By Mercedes de la Torre

JERUSALEM, MAY 12, 2009 (Zenit.org).- In the pontificate of Benedict XVI, difficulties become moments for dialogue, says a Vatican aide.

Father Caesar Atuire, the delegate administrator of Opera Romana Pellegrinaggi, spoke with ZENIT about some of the adversity touching the Pope's weeklong pilgrimage to the Holy Land.

He pointed to an incident Monday during the Holy Father's meeting with interreligious dialogue leaders, when Sheikh Taysir Tamimi, supreme judge of the Islamic Courts of Jerusalem, took the podium although he was not in the program, and launched a verbal attack against Israel.

The Vatican immediately released a statement saying the intervention was "a direct negation of what a dialogue should be."

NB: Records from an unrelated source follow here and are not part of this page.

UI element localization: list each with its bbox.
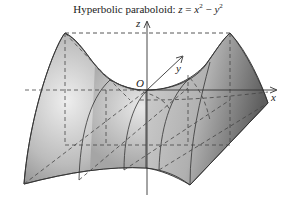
y-axis-label: y	[176, 62, 181, 74]
surface	[24, 33, 268, 185]
saddle-surface-diagram	[0, 0, 296, 207]
x-axis-label: x	[271, 91, 276, 103]
origin-label: O	[136, 77, 144, 89]
z-axis-label: z	[136, 17, 140, 29]
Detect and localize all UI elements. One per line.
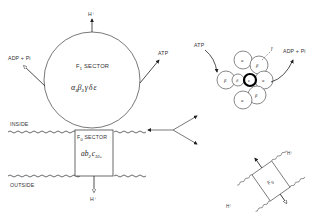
- top-view-adp-arrow: [271, 60, 293, 82]
- top-view-atp-label: ATP: [194, 42, 205, 48]
- top-view-atp-arrow: [205, 50, 217, 72]
- atp-label: ATP: [158, 50, 169, 56]
- inside-label: INSIDE: [10, 121, 29, 127]
- outside-label: OUTSIDE: [10, 182, 35, 188]
- adp-arrow: [24, 66, 45, 86]
- tilted-bottom-proton-label: H⁺: [226, 204, 233, 209]
- top-proton-label: H⁺: [88, 11, 95, 17]
- adp-label: ADP + Pi: [8, 55, 31, 61]
- tilted-f0: F0: [230, 141, 311, 214]
- top-view-adp-label: ADP + Pi: [283, 48, 306, 54]
- atp-synthase-diagram: H⁺ ADP + Pi ATP F1 SECTOR α3β3γδε F0 SEC…: [0, 0, 319, 214]
- f1-composition: α3β3γδε: [71, 83, 98, 93]
- atp-arrow: [140, 60, 159, 83]
- f1-sector-circle: [44, 32, 140, 128]
- svg-text:ε: ε: [248, 78, 250, 83]
- gamma-label: γ: [271, 45, 273, 50]
- bottom-proton-label: H⁺: [90, 196, 97, 202]
- view-pointer-arrows: [148, 116, 197, 144]
- tilted-top-proton-label: H⁺: [287, 151, 294, 156]
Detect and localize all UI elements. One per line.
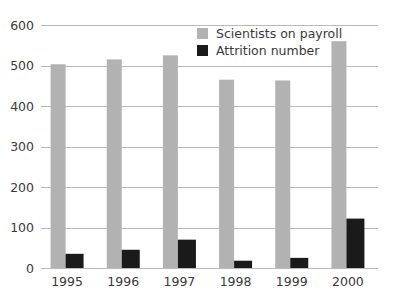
bar-attrition-number-1997 [178,240,196,268]
legend-swatch-scientists-on-payroll [197,28,208,39]
bar-attrition-number-1995 [66,254,84,268]
bar-scientists-on-payroll-1999 [275,80,290,268]
bar-attrition-number-1998 [234,261,252,268]
bars-group [51,41,365,268]
bar-scientists-on-payroll-1998 [219,80,234,268]
chart-canvas: 0100200300400500600 19951996199719981999… [0,0,395,304]
bar-chart: 0100200300400500600 19951996199719981999… [0,0,395,304]
y-tick-label: 0 [26,261,34,276]
x-tick-label: 1997 [164,274,196,289]
bar-attrition-number-1996 [122,250,140,268]
x-tick-label: 1998 [220,274,252,289]
x-tick-label: 1996 [107,274,139,289]
legend-label-scientists-on-payroll: Scientists on payroll [216,26,342,41]
y-tick-label: 300 [10,139,34,154]
chart-legend: Scientists on payrollAttrition number [197,26,342,58]
y-tick-label: 200 [10,180,34,195]
y-tick-label: 400 [10,99,34,114]
gridlines [41,26,378,269]
y-tick-label: 600 [10,18,34,33]
x-tick-label: 1995 [51,274,83,289]
bar-scientists-on-payroll-1996 [107,59,122,268]
y-tick-label: 500 [10,58,34,73]
legend-label-attrition-number: Attrition number [216,43,320,58]
bar-scientists-on-payroll-2000 [331,41,346,268]
x-tick-label: 1999 [276,274,308,289]
bar-attrition-number-2000 [346,219,364,268]
x-tick-label: 2000 [332,274,364,289]
bar-scientists-on-payroll-1997 [163,55,178,268]
legend-swatch-attrition-number [197,45,208,56]
y-axis-tick-labels: 0100200300400500600 [10,18,34,276]
x-axis-tick-labels: 199519961997199819992000 [51,274,364,289]
bar-scientists-on-payroll-1995 [51,64,66,268]
bar-attrition-number-1999 [290,258,308,268]
y-tick-label: 100 [10,220,34,235]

But Father Atuire reflected that "the same thing happened during John Paul II's visit in the same place nine years ago and today we have already forgotten about what happened."

"We have seen, moreover, that in the pontificate of Benedict XVI, the moments of difficulty become moments of dialogue, as has happened with other incidents that afterward gave room for deeper encounters to resolve conflicts and prejudices, which sometimes have lasted centuries," he added.

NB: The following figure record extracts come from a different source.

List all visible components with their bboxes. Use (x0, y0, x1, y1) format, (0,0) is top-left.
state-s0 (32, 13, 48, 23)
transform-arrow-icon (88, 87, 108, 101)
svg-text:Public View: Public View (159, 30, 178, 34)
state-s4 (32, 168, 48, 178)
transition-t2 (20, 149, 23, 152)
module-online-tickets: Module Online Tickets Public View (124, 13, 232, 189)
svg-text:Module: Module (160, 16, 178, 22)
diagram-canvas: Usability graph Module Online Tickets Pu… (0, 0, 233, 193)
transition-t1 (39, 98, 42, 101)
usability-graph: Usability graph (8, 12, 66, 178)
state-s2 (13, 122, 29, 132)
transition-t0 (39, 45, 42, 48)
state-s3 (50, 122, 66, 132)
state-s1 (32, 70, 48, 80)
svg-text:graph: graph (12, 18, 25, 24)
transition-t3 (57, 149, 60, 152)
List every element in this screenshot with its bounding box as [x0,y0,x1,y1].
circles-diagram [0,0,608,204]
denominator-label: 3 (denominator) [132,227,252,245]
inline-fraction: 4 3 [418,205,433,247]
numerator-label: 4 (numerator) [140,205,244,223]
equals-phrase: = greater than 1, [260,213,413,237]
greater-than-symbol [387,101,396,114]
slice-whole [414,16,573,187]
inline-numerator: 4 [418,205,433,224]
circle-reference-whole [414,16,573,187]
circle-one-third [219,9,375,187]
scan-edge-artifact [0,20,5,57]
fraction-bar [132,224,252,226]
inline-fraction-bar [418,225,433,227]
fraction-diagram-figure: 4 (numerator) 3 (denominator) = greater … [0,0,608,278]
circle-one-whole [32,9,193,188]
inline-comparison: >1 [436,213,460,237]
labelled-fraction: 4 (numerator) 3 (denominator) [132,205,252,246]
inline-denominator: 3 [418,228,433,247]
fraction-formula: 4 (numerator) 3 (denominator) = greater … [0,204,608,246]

Father Atuire contended that this is precisely the consequence to expect from the Pope's visit today to the Wailing Wall.

"Before this wall, we find ourselves before the temple that guards the presence of the one God, the God of the Jews, of the Christians and the Muslims," he said. "And I think that, in this sense, to go and pray precisely before the Western Wall is a way of saying that all of us are children of the one God and we try to follow what this God teaches us and thus we can find the way to live together, in harmony and peace."